A monorepo for remote-shell, a browser-based interactive shell whose defining feature is session persistence: refresh, close the tab, or switch devices and you resume the exact same shell — working directory, environment, running processes, and history all intact.

The server forks a PTY directly and keeps a per-session in-memory ring buffer; the frontend (xterm.js + WebGL, 50k-line scrollback) owns all scrolling, so it stays buttery-smooth and a reconnect repaints the screen from the buffer. No tmux.

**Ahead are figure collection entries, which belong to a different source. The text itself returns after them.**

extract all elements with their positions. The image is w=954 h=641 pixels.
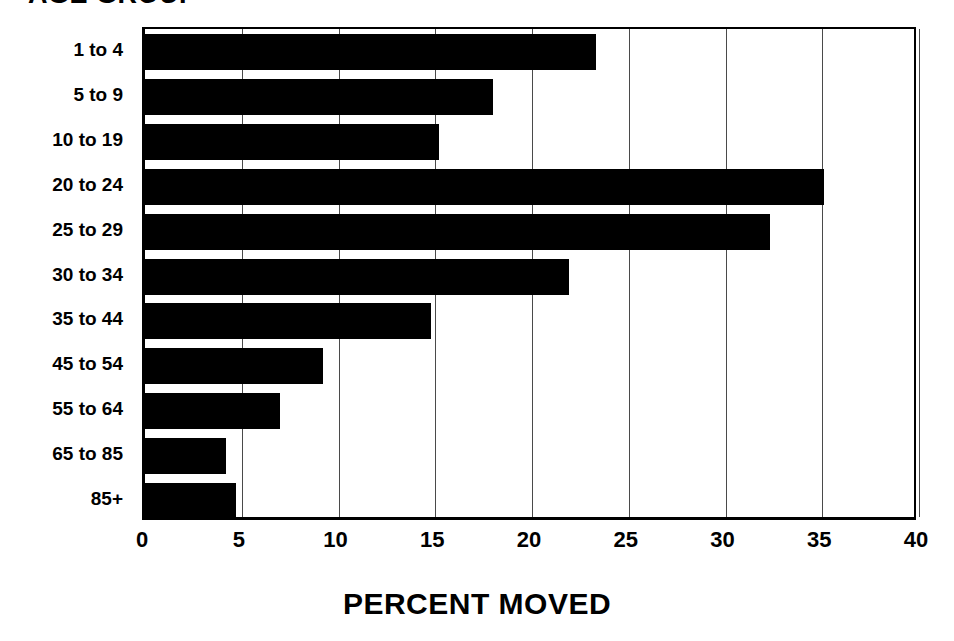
bar-row [145,169,914,205]
category-label: 1 to 4 [73,40,123,60]
bar-row [145,34,914,70]
x-axis-title: PERCENT MOVED [0,586,954,622]
category-label: 45 to 54 [52,354,123,374]
x-tick-label: 0 [136,527,148,553]
bar [145,169,824,205]
x-tick-label: 20 [517,527,541,553]
bar-row [145,303,914,339]
x-tick-label: 15 [420,527,444,553]
bar-row [145,483,914,519]
tick-nub [145,209,158,211]
bars-layer [145,29,914,517]
tick-nub [145,119,158,121]
category-label: 25 to 29 [52,220,123,240]
tick-nub [145,298,158,300]
bar [145,393,280,429]
bar-chart: AGE GROUP 1 to 45 to 910 to 1920 to 2425… [0,0,954,641]
category-axis-labels: 1 to 45 to 910 to 1920 to 2425 to 2930 t… [0,27,133,520]
bar [145,438,226,474]
x-tick-label: 30 [710,527,734,553]
bar [145,259,569,295]
x-tick-label: 5 [233,527,245,553]
bar [145,79,493,115]
tick-nub [145,254,158,256]
value-axis-labels: 0510152025303540 [142,527,916,561]
gridline [919,29,920,517]
category-label: 65 to 85 [52,444,123,464]
tick-nub [145,74,158,76]
tick-nub [145,164,158,166]
category-label: 10 to 19 [52,130,123,150]
category-label: 5 to 9 [73,85,123,105]
bar-row [145,124,914,160]
x-tick-label: 35 [807,527,831,553]
bar-row [145,438,914,474]
bar-row [145,79,914,115]
category-label: 85+ [91,489,123,509]
bar-row [145,348,914,384]
x-tick-label: 40 [904,527,928,553]
x-tick-label: 10 [323,527,347,553]
tick-nub [145,478,158,480]
bar-row [145,393,914,429]
bar [145,348,323,384]
bar [145,124,439,160]
x-tick-label: 25 [614,527,638,553]
category-label: 35 to 44 [52,309,123,329]
tick-nub [145,433,158,435]
tick-nub [145,388,158,390]
tick-nub [145,343,158,345]
category-label: 20 to 24 [52,175,123,195]
bar-row [145,259,914,295]
plot-area [142,27,916,520]
chart-title: AGE GROUP [28,0,198,8]
category-label: 55 to 64 [52,399,123,419]
bar [145,303,431,339]
category-label: 30 to 34 [52,265,123,285]
bar [145,483,236,519]
bar [145,34,596,70]
bar-row [145,214,914,250]
bar [145,214,770,250]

Browser (xterm.js + WebGL) ──WebSocket──► Go gateway ──fork──► PTY ──► bash/zsh (or `ssh host`)
                                              │
                                     per-session ring buffer  → reconnect repaints

Projects

Path Project Description
server/ server Go gateway: PTY + ring-buffer session persistence, WebSocket wire protocol, auth. See server/README.md.
web/ web xterm.js + WebGL frontend (no build step; vendored addons). Served by the Go server.
android/ android Native Android client (Kotlin + Jetpack Compose, Termux terminal emulator) that speaks the same login API and WebSocket protocol. See android/README.md.
deploy/ deploy Docker Compose, Dockerfile, and the nginx TLS proxy. Driven by install.sh.

Quick start

Server + web (Docker) — one command, no clone needed:

curl -fsSL https://raw.githubusercontent.com/0xshawn/remote-shell/main/install.sh | bash
# open the printed https://<host>:8443  (self-signed cert → accept the warning)

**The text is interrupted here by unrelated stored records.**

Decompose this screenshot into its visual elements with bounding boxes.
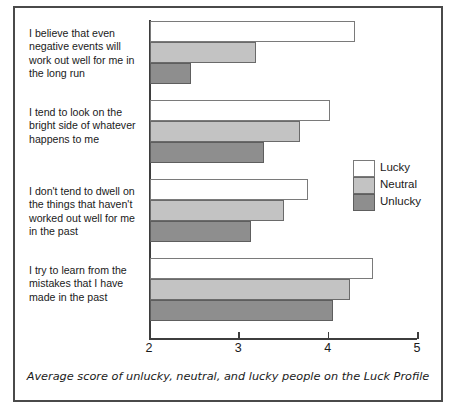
bar-group-label: I don't tend to dwell on the things that… [29, 185, 145, 239]
legend-label-unlucky: Unlucky [380, 195, 421, 207]
bar-neutral [150, 42, 256, 63]
bar-lucky [150, 179, 308, 200]
x-axis-tick-label: 4 [313, 341, 343, 355]
bar-unlucky [150, 300, 333, 321]
bar-neutral [150, 200, 284, 221]
bar-lucky [150, 21, 355, 42]
x-axis-tick-label: 2 [134, 341, 164, 355]
legend-swatch-lucky [353, 160, 375, 177]
bar-neutral [150, 279, 350, 300]
legend-row: Unlucky [353, 194, 439, 211]
legend-label-neutral: Neutral [380, 178, 417, 190]
x-axis-tick [328, 332, 330, 339]
chart-legend: LuckyNeutralUnlucky [353, 160, 439, 211]
bar-group-label: I tend to look on the bright side of wha… [29, 106, 145, 146]
x-axis-tick-label: 3 [223, 341, 253, 355]
x-axis-tick [238, 332, 240, 339]
figure-caption: Average score of unlucky, neutral, and l… [15, 370, 441, 383]
bar-group-label: I try to learn from the mistakes that I … [29, 264, 145, 304]
bar-unlucky [150, 221, 251, 242]
bar-neutral [150, 121, 300, 142]
bar-group: I try to learn from the mistakes that I … [15, 258, 443, 335]
x-axis-tick [149, 332, 151, 339]
bar-group-label: I believe that even negative events will… [29, 27, 145, 81]
bar-unlucky [150, 142, 264, 163]
bar-group: I believe that even negative events will… [15, 21, 443, 98]
bar-unlucky [150, 63, 191, 84]
bar-lucky [150, 258, 373, 279]
x-axis-tick-label: 5 [402, 341, 432, 355]
x-axis-tick [417, 332, 419, 339]
bar-lucky [150, 100, 330, 121]
legend-swatch-unlucky [353, 194, 375, 211]
legend-label-lucky: Lucky [380, 161, 410, 173]
legend-swatch-neutral [353, 177, 375, 194]
legend-row: Neutral [353, 177, 439, 194]
x-axis-line [149, 338, 417, 340]
legend-row: Lucky [353, 160, 439, 177]
figure-frame: I believe that even negative events will… [13, 6, 443, 402]
chart-plot-area: I believe that even negative events will… [15, 8, 443, 356]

install.sh fetches the repo into ~/.remote-shell (override with REMOTE_SHELL_DIR=) when run outside a checkout, then builds the image, creates .env, auto-detects your host user, generates + persists the secrets, generates a self-signed TLS cert, and authorizes the container's SSH key on the host — then prints the login password. It is safe to re-run. From an existing clone, run ./install.sh directly.

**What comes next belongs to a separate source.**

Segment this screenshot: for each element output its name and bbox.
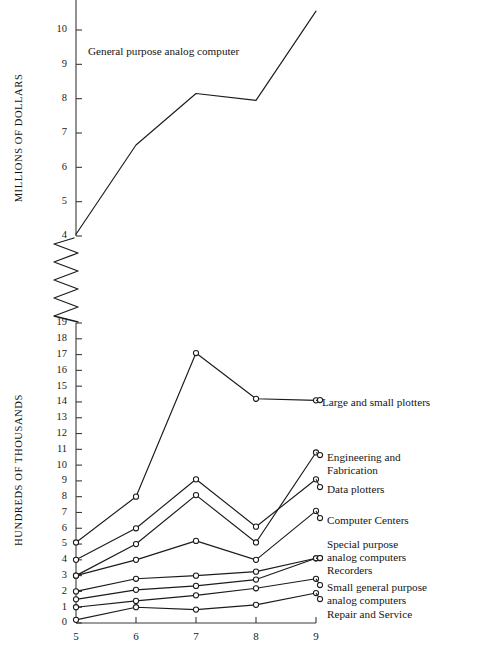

By default the web terminal logs into the host shell over SSH (not the container). To pin credentials, use real TLS certs, or switch to a plain container shell, see server/README.md.

Binary (no Docker) — download one self-contained binary and run it in the background; it serves its own HTTPS:

curl -fsSL https://raw.githubusercontent.com/0xshawn/remote-shell/main/install-binary.sh | bash
# open the printed https://<host>:8443  (self-signed cert → accept the warning)

install-binary.sh downloads the prebuilt binary for your architecture, runs it under systemd when available (else a nohup process that survives the shell closing), and prints the generated password. The web terminal is the host user's own shell — no SSH hop. Serve on a different port with PORT= (e.g. PORT=9443 bash remote-shell-installer-linux-amd64.sh); pin a version with REMOTE_SHELL_VERSION=. See server/README.md for changing the port of an existing install, management, and uninstall.

Offline / blocked network (the server can't reach GitHub) — grab the self-extracting installer remote-shell-installer-linux-amd64.sh (or -arm64) from the releases page. It's this script with the binary baked in, so one file is the whole package — copy it over and run it; no network, no separate binary, no checkout:

bash remote-shell-installer-linux-amd64.sh

Prefer the raw binary? Download remote-shell-linux-amd64, then ./install-binary.sh ./remote-shell-linux-amd64 (or set REMOTE_SHELL_BIN=).

Run it directly instead (Go ≥ 1.26):

cd server && go build -o remote-shell . && cd ..
WEB_DIR=web ./server/remote-shell --no-auth

Android client:

cd android
./gradlew assembleDebug

Then point the app at your server's URL and log in with the same credentials.

Uninstall

Each installer has an uninstall subcommand that tears down its own deployment.

Docker — removes the containers, the volume (secrets + host SSH key), the image, and the authorized host key:

~/.remote-shell/install.sh uninstall      # from the checkout (default ~/.remote-shell)

Binary — removes the systemd service (system or user), the binary, and ~/.remote-shell (password, token secret, self-signed cert):

remote-shell uninstall                    # the binary cleans up after itself (add -y to skip the prompt)
# or, if the binary is already gone:  ./install-binary.sh uninstall

Both are best-effort and safe to re-run. For a system (root) install, run them with sudo so root-owned units/binaries can be removed.

Manual teardown (binary), if you'd rather do it by hand

install-binary.sh installs a system service (as root), a user service (non-root), or a bare nohup process. sudo systemctl only sees the system one — "Unit could not be found" usually means a user service or nohup. Detect, then remove:

systemctl --user status remote-shell ; pgrep -af remote-shell    # which one is it?
# stop the matching one:
sudo systemctl disable --now remote-shell && sudo rm -f /etc/systemd/system/remote-shell.service
systemctl --user disable --now remote-shell && rm -f ~/.config/systemd/user/remote-shell.service
kill "$(cat ~/.remote-shell/remote-shell.pid)" 2>/dev/null
# then:
rm -f /usr/local/bin/remote-shell ~/.local/bin/remote-shell
rm -rf ~/.remote-shell

(If systemctl --user reports "Failed to connect to bus" over SSH, run export XDG_RUNTIME_DIR=/run/user/$(id -u) first.)

About

Browser-based shell with transparent tmux-backed session persistence — refresh, close the tab, or switch devices and resume the exact same shell (cwd, env, running processes).